Go read the Disclaimer again. I am not a doctor. This is not medical advice. Seriously.

Breast Feeding

Most advocates of breastfeeding focus on the importance of breastmilk. Pumping and feeding with a bottle or some other device is considered largely equivalent to breastmilk at the breast. This is not true, for either the mother or the baby, although it is a great second best, certainly far better than formula in a bottle (or even through a supplementer).
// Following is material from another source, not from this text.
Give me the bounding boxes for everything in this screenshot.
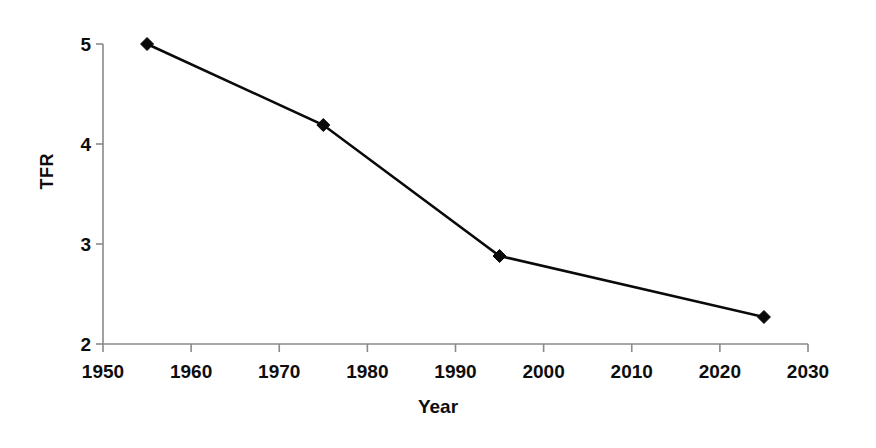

Breast Feeding Best for Mama

By feeding exclusively at the breast (or nearly exclusively) she can avoid a pregnancy with no side effects. Breast feeding stimulates the nipple much more effectively than pumping or hand expressing, which keeps prolactin levels up. Other benefits to mama from breast feeding include reduced lifetime risk of osteoporosis and breast cancer. We do not understand completely why this is, but if that reduced risk involves time spent not ovulating, or any other effect of the increase in prolactin from breast feeding, pumping is second best for mama.

Breast Feeding Best for the Baby

Breast feeding is a feedback loop. The baby is exposed to various microbes. These are passed along to mama from the baby's mouth to mama's breast. From there, mama may be able to create specialized antibodies for those microbes and deliver them promptly to the baby. Any delay in this loop (by pumping and serving later or, worse, freezing, which kills the antibodies) reduces the efficacy of this system. The more it is disrupted, the more the baby is reliant on an immature immune system, along with any assistance that immunization might confer. An exclusively breastfed at the breast baby rarely relies upon that immature immune system exclusively to recover from an exposure to illness.

Pumping May Not Maintain Supply

As more and more women work full time and attempt to maintain a full supply via pumping, more and more women find that their supply recovers over the weekend, and then declines through the week. Mothers who attempt to night wean sometimes find their milk supply drastically reduced. I think it is likely that the women who have so far been able to pump and work full time outside the home, separated from their baby, are very unusual women. As more and more women are encouraged to nurture their babies with breastmilk, more and more women are finding that pumping does not work for them.

Alternatives to Pumping Other Than Quitting Work

There are other solutions. Parental leaves buys a woman a few weeks, if her family can afford for her to take it (although I would argue that few families can truly afford for her not to take it, given the high cost of formula when you consider the future cost of ill health). Reduced hours for both spouses and child care to make up the difference might enable her to spend enough hours of the day breast feeding to keep her supply up. If her baby can be brought to her at work at least once during the day (or she can visit her baby), that often helps maintain supply.

Longer parental leave would take a lot of the pressure off establishing the breast feeding relationship. It would be cheaper for us as a society to pay mothers to nurture their babies at the breast. It would, however, reduce our GDP substantially, as all those babies would be much healthier. We could, like Norway, add breastmilk to the GDP.

Working from home or taking the baby to work without assistance caring for the baby is a stopgap solution. The women and babies who are able to function in this way are rare indeed, and probably non-existent once the baby is more than a few months old.